The irony of the production I saw was that the predominant emotion I detected in the work of the producer/writer was one of ‘ressentiment’, a prevalent emotion in our age and one Nietzsche wrongly associated with Christianity. In our post-Christian age it is perhaps the dominant emotion which drives much of our cultural life. Nietzsche’s hopes for a ‘transvaluation of all values’ are no more, and in a delicious irony his works are now most prominently cited by incontinent know-nothing self-help gurus such as Jordan Peterson.  For those who wish to see a worthy version of Ibsen’s play, an old BBC version of it can be found on YouTube with the great actor Leo McKern taking the central role. 
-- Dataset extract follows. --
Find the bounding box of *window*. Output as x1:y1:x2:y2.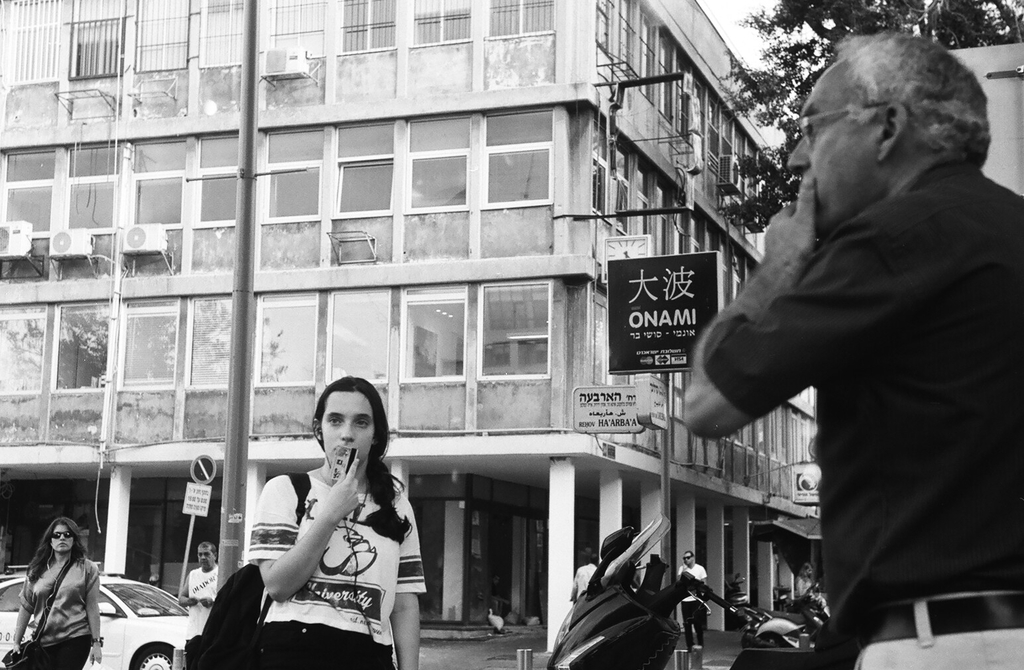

Anthony McCarthy is Director of the Bios Centre www.bioscentre.org  in England and a Visiting Scholar in Moral Philosophy at the International Theological Institute, Trumau Austria. He holds a doctorate in philosophy and writes on moral philosophy and medical ethics as well as on political and cultural issues and is a regular contributor to the Catholic Herald. 

1 Response

  1. Avatar photo Thomas Fleming says:

    It has been years since I read Ibsen, and I shall probably never reread him, but you make the excellent point that he was a better man and better writer than the fashionable prejudices he had absorbed. One might say the same of many writers such as Hemingway, Mark Twain, even–may I be pardoned for this–Jean Paul Sartre, some of whose fiction is truer to life than any of his “philosophy.”